Hospitals sue to stop new rule
By Brandon Larrabee| Morris News Service
Tuesday, January 01, 2008

ATLANTA --- Nearly five dozen hospitals filed suit Monday, seeking to overturn a state rule they contend is illegal and could drive many of them out of business.

Supporters of the new rule say the lawsuit's claims are flimsy and that patients will be hurt by any delays the legal maneuver causes.

The lawsuit, filed in Dougherty County Superior Court, is not a surprise. Hospitals had long threatened to sue if the Department of Community Health changed its rules to allow general surgeons to open physician-owned surgery centers without going through the state's health care planning process.

The Board of Community Health voted unanimously in mid-December to allow general surgeons to open the centers without getting a "certificate of need," which requires major medical facilities and some outpatient surgery centers to show before they open that the services they provide are needed in an area.

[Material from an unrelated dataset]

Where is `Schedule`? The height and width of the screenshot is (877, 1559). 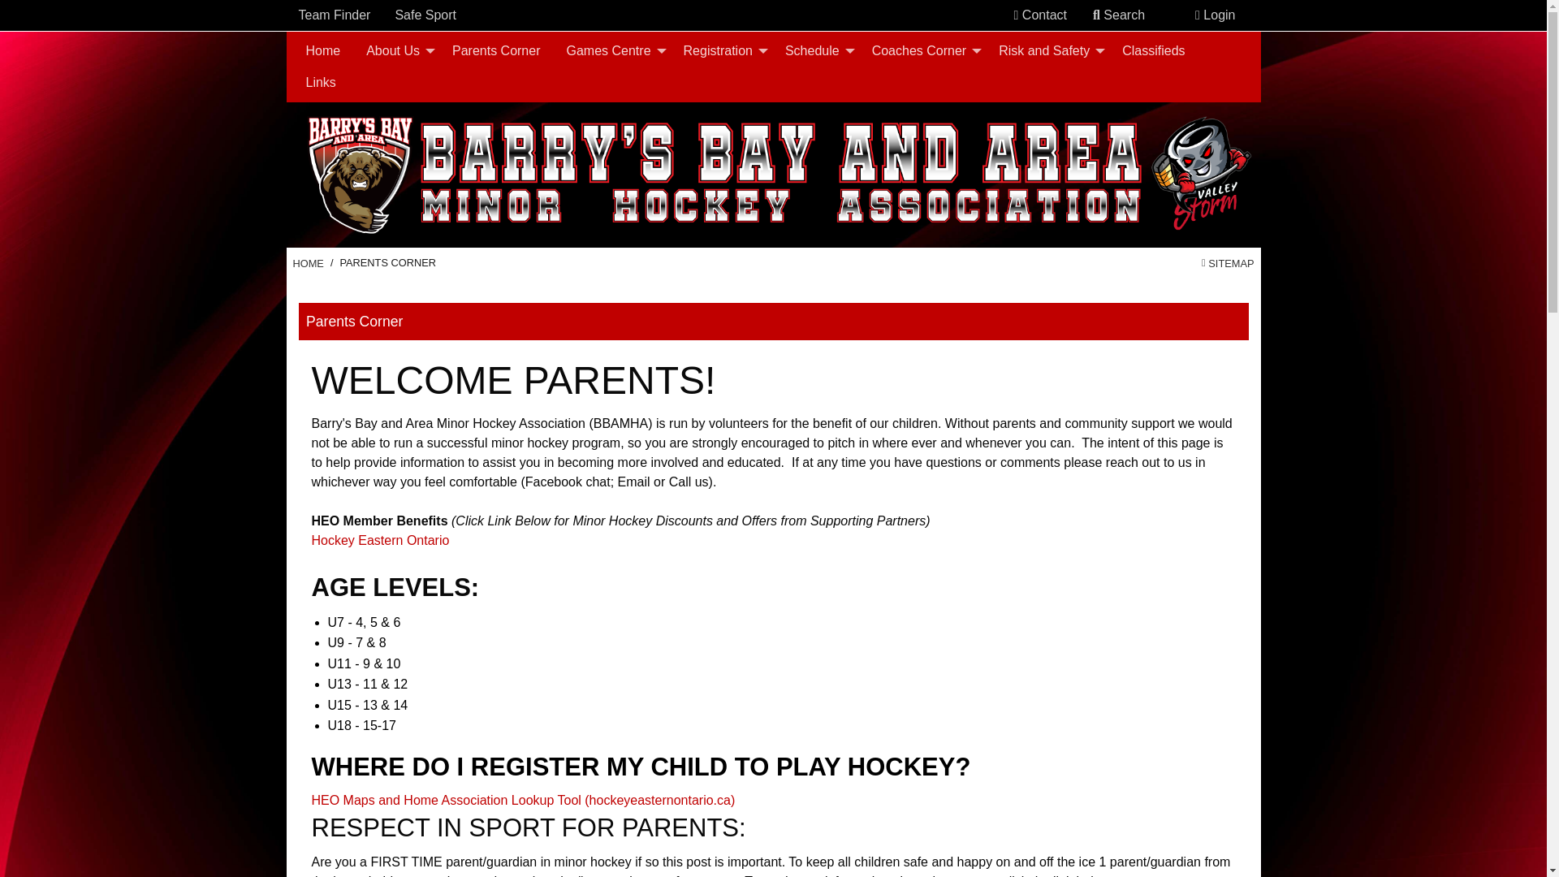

The certification process is designed to ensure there will be enough customers for each facility to break even while charging reasonable fees.

Under the new rule, general surgeons, who focus on abdominal surgeries, are classified as a "single specialty."

Single-specialty surgery centers that are located in a doctor's office are exempt from the state's certificate of need laws.

The hospitals argue that a series of court rulings in recent years have held that the General Assembly never intended general surgeons to classify for the exemption, leaving the department powerless to change the rule.

"As the Department of Community Health and its board members know full well, the new general surgery rule flies in the face of multiple court decisions and is a naked and illegal attempt to override the will of the General Assembly of Georgia," said Monty Veazey, the president of the Georgia Alliance of Community Hospitals, in a statement issued by the alliance. "DCH has been publicly and repeatedly advised by its own legal counsel -- the state attorney general -- that it lacks the authority to make this rule change."

The alliance filed the lawsuit on behalf of its 59 members, including MCG Health Inc. and University Health Care System, both in Augusta, and Wayne Memorial Hospital in Waynesboro.

Hospitals say the rule change would prompt some general surgeons to refer patients with private insurance, who are usually more profitable, to their own surgery centers while sending less profitable Medicaid and self-paying customers to the hospital for care.

Supporters of the rule contend the courts were only upholding the department's rule at the time -- which did not include an exemption for general surgeons -- and the agency is free to change the rule at any time.

"We still believe the Department of Community Health has the ability to change a rule that they make, and that's the bottom line," said Kathy Browning, the executive director of the Georgia Society of General Surgeons, which pushed for the change. She also said that patients would be hurt by the legal maneuvering.